CHAPTER VII.
OLD BLAZE IN A TIGHT PLACE.
“Durn the bushes!”
It was Old Blaze who spoke. He was slowly working his way through a thicket, in pitchy darkness, and at every step he either stumbled against a stone, or was brushed in the face by the limbs of the scraggy saplings that abounded in the place.
“Durn the bushes! ’Pears like I won’t never git nowhar to-night. The dark comes down in chunks, and e’en a’most smothers me, and these hyar bushes are the peskiest things I ever lit into.”
Thus muttering and grumbling, the hunter pushed on, until he was fairly out of the thicket.
“I reckon it’s all plain sailin’ now,” said he. “But it’s darker out in the open than ’twas in thar, or this ole hoss has gone clean blind. Hello! what’s this?”
“This” was a perpendicular wall of rock, against which he had walked in the darkness.
“I ’lowed it was a thicker chunk of dark than or’nary,” he muttered, “that had come along and struck me; but it seems to be solid rock. Wonder, now, ef this hyar ain’t the very place whar Silverspur tumbled over and nearly killed hisself. I wish I’d let the boy come on this chase, as he wanted to, ’stead of leavin’ him up thar in the hills; but I shouldn’t wonder ef he gits the wind of the game afore I do, arter all. Wal, this rock cain’t be stepped over, and I reckon I’d best camp right hyar and wait till mornin’.”
Without further ceremony, he laid down at the foot of the cliff, and was soon sound asleep.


> [Task directions] Only the pictures are to be left out; return the rest of the data exactly as it stands.

[Dataset excerpts]
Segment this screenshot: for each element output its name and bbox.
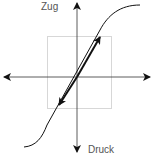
compression-label: Druck (88, 144, 114, 155)
tension-label: Zug (41, 1, 58, 12)
stress-strain-diagram: Zug Druck (0, 0, 156, 166)
tension-arrow (77, 37, 100, 77)
diagram-canvas (0, 0, 156, 166)
compression-arrow (59, 77, 77, 105)
s-curve (24, 5, 140, 147)
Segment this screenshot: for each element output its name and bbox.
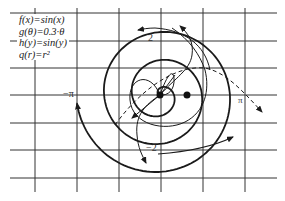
label-neg-pi: −π — [63, 88, 74, 99]
diagram-figure: f(x)=sin(x) g(θ)=0.3·θ h(y)=sin(y) q(r)=… — [0, 0, 285, 201]
legend: f(x)=sin(x) g(θ)=0.3·θ h(y)=sin(y) q(r)=… — [17, 14, 69, 60]
label-pi: π — [238, 95, 243, 105]
legend-item-h: h(y)=sin(y) — [19, 37, 67, 49]
point-point-b — [184, 92, 191, 99]
legend-item-q: q(r)=r² — [19, 49, 67, 61]
label-neg-two: −2 — [146, 142, 157, 153]
lower-arc-arrow — [158, 137, 233, 154]
legend-item-g: g(θ)=0.3·θ — [19, 26, 67, 38]
point-origin — [157, 92, 164, 99]
label-two: 2 — [148, 32, 153, 43]
legend-item-f: f(x)=sin(x) — [19, 14, 67, 26]
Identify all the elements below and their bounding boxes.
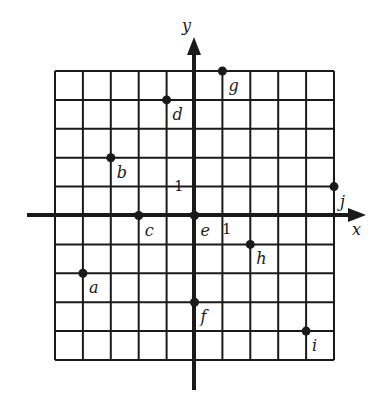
point-label-d: d xyxy=(173,105,183,124)
y-axis-label: y xyxy=(181,16,192,35)
point-label-a: a xyxy=(89,278,99,297)
point-label-c: c xyxy=(145,221,154,240)
point-b xyxy=(106,153,115,162)
point-label-i: i xyxy=(312,336,317,355)
point-f xyxy=(190,298,199,307)
point-d xyxy=(162,95,171,104)
axes: x y 1 1 xyxy=(27,16,366,390)
y-unit-label: 1 xyxy=(174,177,184,195)
coordinate-plane: x y 1 1 abcdefghij xyxy=(0,0,390,410)
point-c xyxy=(134,211,143,220)
point-g xyxy=(218,67,227,76)
plotted-points: abcdefghij xyxy=(78,67,345,356)
x-axis-label: x xyxy=(352,220,361,239)
point-label-b: b xyxy=(117,163,127,182)
point-label-h: h xyxy=(256,249,266,268)
point-label-j: j xyxy=(337,192,345,211)
point-label-e: e xyxy=(201,221,210,240)
point-h xyxy=(246,240,255,249)
point-label-f: f xyxy=(200,307,210,326)
x-unit-label: 1 xyxy=(222,220,232,238)
point-a xyxy=(78,269,87,278)
point-j xyxy=(330,182,339,191)
point-e xyxy=(190,211,199,220)
y-axis-arrow-icon xyxy=(187,37,201,55)
point-label-g: g xyxy=(228,76,238,95)
point-i xyxy=(302,327,311,336)
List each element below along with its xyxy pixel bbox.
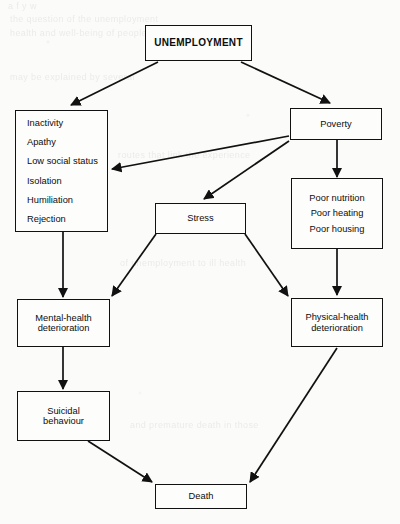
node-stress[interactable]: Stress <box>155 203 246 234</box>
node-suicidal-behaviour[interactable]: Suicidal behaviour <box>17 391 110 441</box>
node-death[interactable]: Death <box>155 484 247 509</box>
material-item-poor-nutrition: Poor nutrition <box>309 191 364 206</box>
psychosocial-item-isolation: Isolation <box>27 174 62 187</box>
psychosocial-item-inactivity: Inactivity <box>27 116 63 129</box>
psychosocial-item-rejection: Rejection <box>27 213 66 226</box>
node-unemployment[interactable]: UNEMPLOYMENT <box>145 25 252 61</box>
node-unemployment-label: UNEMPLOYMENT <box>154 38 243 49</box>
psychosocial-item-low-social-status: Low social status <box>27 155 98 168</box>
diagram-page: a f y w the question of the unemployment… <box>0 0 400 524</box>
node-physical-health-deterioration[interactable]: Physical-health deterioration <box>291 298 383 347</box>
node-poverty-label: Poverty <box>320 119 352 129</box>
psychosocial-item-apathy: Apathy <box>27 135 56 148</box>
suicidal-behaviour-line-2: behaviour <box>43 416 84 426</box>
mental-health-line-1: Mental-health <box>35 313 91 323</box>
node-material-deprivation[interactable]: Poor nutrition Poor heating Poor housing <box>291 178 383 249</box>
psychosocial-item-humiliation: Humiliation <box>27 194 73 207</box>
material-item-poor-heating: Poor heating <box>311 206 364 221</box>
suicidal-behaviour-line-1: Suicidal <box>47 406 80 416</box>
edge-poverty-to-psychosocial <box>112 136 289 169</box>
node-death-label: Death <box>189 491 214 501</box>
physical-health-line-1: Physical-health <box>305 312 368 322</box>
node-mental-health-deterioration[interactable]: Mental-health deterioration <box>17 299 110 347</box>
edge-unemployment-to-psychosocial <box>71 62 158 105</box>
node-stress-label: Stress <box>187 213 213 223</box>
node-poverty[interactable]: Poverty <box>290 108 382 140</box>
edge-unemployment-to-poverty <box>241 62 330 103</box>
physical-health-line-2: deterioration <box>311 323 363 333</box>
edge-stress-to-physical <box>245 234 288 296</box>
mental-health-line-2: deterioration <box>38 323 90 333</box>
edge-suicide-to-death <box>88 441 152 482</box>
edge-physical-to-death <box>250 348 337 482</box>
node-psychosocial-effects[interactable]: Inactivity Apathy Low social status Isol… <box>15 110 108 232</box>
flowchart-connectors <box>0 0 400 524</box>
material-item-poor-housing: Poor housing <box>310 221 365 236</box>
edge-stress-to-mental <box>112 234 156 296</box>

> [Reply to the task]
Segment this screenshot: for each element output its name and bbox.
compression-label: Druck (88, 144, 114, 155)
tension-label: Zug (41, 1, 58, 12)
stress-strain-diagram: Zug Druck (0, 0, 156, 166)
tension-arrow (77, 37, 100, 77)
diagram-canvas (0, 0, 156, 166)
compression-arrow (59, 77, 77, 105)
s-curve (24, 5, 140, 147)
Segment this screenshot: for each element output its name and bbox.
label-neg-pi: −π — [63, 88, 74, 99]
diagram-figure: f(x)=sin(x) g(θ)=0.3·θ h(y)=sin(y) q(r)=… — [0, 0, 285, 201]
legend: f(x)=sin(x) g(θ)=0.3·θ h(y)=sin(y) q(r)=… — [17, 14, 69, 60]
label-pi: π — [238, 95, 243, 105]
legend-item-h: h(y)=sin(y) — [19, 37, 67, 49]
point-point-b — [184, 92, 191, 99]
legend-item-q: q(r)=r² — [19, 49, 67, 61]
label-neg-two: −2 — [146, 142, 157, 153]
lower-arc-arrow — [158, 137, 233, 154]
legend-item-g: g(θ)=0.3·θ — [19, 26, 67, 38]
point-origin — [157, 92, 164, 99]
label-two: 2 — [148, 32, 153, 43]
legend-item-f: f(x)=sin(x) — [19, 14, 67, 26]
Identify all the elements below and their bounding boxes.
point-label-d: d xyxy=(173,105,183,124)
y-axis-label: y xyxy=(181,16,192,35)
point-label-a: a xyxy=(89,278,99,297)
point-label-c: c xyxy=(145,221,154,240)
point-b xyxy=(106,153,115,162)
point-label-i: i xyxy=(312,336,317,355)
point-f xyxy=(190,298,199,307)
point-d xyxy=(162,95,171,104)
axes: x y 1 1 xyxy=(27,16,366,390)
y-unit-label: 1 xyxy=(174,177,184,195)
coordinate-plane: x y 1 1 abcdefghij xyxy=(0,0,390,410)
point-c xyxy=(134,211,143,220)
point-g xyxy=(218,67,227,76)
plotted-points: abcdefghij xyxy=(78,67,345,356)
x-axis-label: x xyxy=(352,220,361,239)
point-label-b: b xyxy=(117,163,127,182)
point-label-h: h xyxy=(256,249,266,268)
point-label-j: j xyxy=(337,192,345,211)
point-label-e: e xyxy=(201,221,210,240)
point-h xyxy=(246,240,255,249)
point-label-f: f xyxy=(200,307,210,326)
x-unit-label: 1 xyxy=(222,220,232,238)
point-a xyxy=(78,269,87,278)
point-j xyxy=(330,182,339,191)
point-e xyxy=(190,211,199,220)
y-axis-arrow-icon xyxy=(187,37,201,55)
point-label-g: g xyxy=(228,76,238,95)
point-i xyxy=(302,327,311,336)
List each element below along with its xyxy pixel bbox.
node-stress[interactable]: Stress <box>155 203 246 234</box>
node-suicidal-behaviour[interactable]: Suicidal behaviour <box>17 391 110 441</box>
node-death[interactable]: Death <box>155 484 247 509</box>
material-item-poor-nutrition: Poor nutrition <box>309 191 364 206</box>
psychosocial-item-isolation: Isolation <box>27 174 62 187</box>
psychosocial-item-inactivity: Inactivity <box>27 116 63 129</box>
psychosocial-item-rejection: Rejection <box>27 213 66 226</box>
node-unemployment[interactable]: UNEMPLOYMENT <box>145 25 252 61</box>
node-unemployment-label: UNEMPLOYMENT <box>154 38 243 49</box>
psychosocial-item-low-social-status: Low social status <box>27 155 98 168</box>
diagram-page: a f y w the question of the unemployment… <box>0 0 400 524</box>
node-physical-health-deterioration[interactable]: Physical-health deterioration <box>291 298 383 347</box>
node-poverty-label: Poverty <box>320 119 352 129</box>
psychosocial-item-apathy: Apathy <box>27 135 56 148</box>
suicidal-behaviour-line-2: behaviour <box>43 416 84 426</box>
mental-health-line-1: Mental-health <box>35 313 91 323</box>
node-material-deprivation[interactable]: Poor nutrition Poor heating Poor housing <box>291 178 383 249</box>
psychosocial-item-humiliation: Humiliation <box>27 194 73 207</box>
material-item-poor-heating: Poor heating <box>311 206 364 221</box>
suicidal-behaviour-line-1: Suicidal <box>47 406 80 416</box>
edge-poverty-to-psychosocial <box>112 136 289 169</box>
node-death-label: Death <box>189 491 214 501</box>
physical-health-line-1: Physical-health <box>305 312 368 322</box>
node-mental-health-deterioration[interactable]: Mental-health deterioration <box>17 299 110 347</box>
edge-unemployment-to-psychosocial <box>71 62 158 105</box>
node-stress-label: Stress <box>187 213 213 223</box>
node-poverty[interactable]: Poverty <box>290 108 382 140</box>
edge-unemployment-to-poverty <box>241 62 330 103</box>
physical-health-line-2: deterioration <box>311 323 363 333</box>
edge-stress-to-physical <box>245 234 288 296</box>
mental-health-line-2: deterioration <box>38 323 90 333</box>
edge-suicide-to-death <box>88 441 152 482</box>
edge-physical-to-death <box>250 348 337 482</box>
node-psychosocial-effects[interactable]: Inactivity Apathy Low social status Isol… <box>15 110 108 232</box>
flowchart-connectors <box>0 0 400 524</box>
material-item-poor-housing: Poor housing <box>310 221 365 236</box>
edge-stress-to-mental <box>112 234 156 296</box>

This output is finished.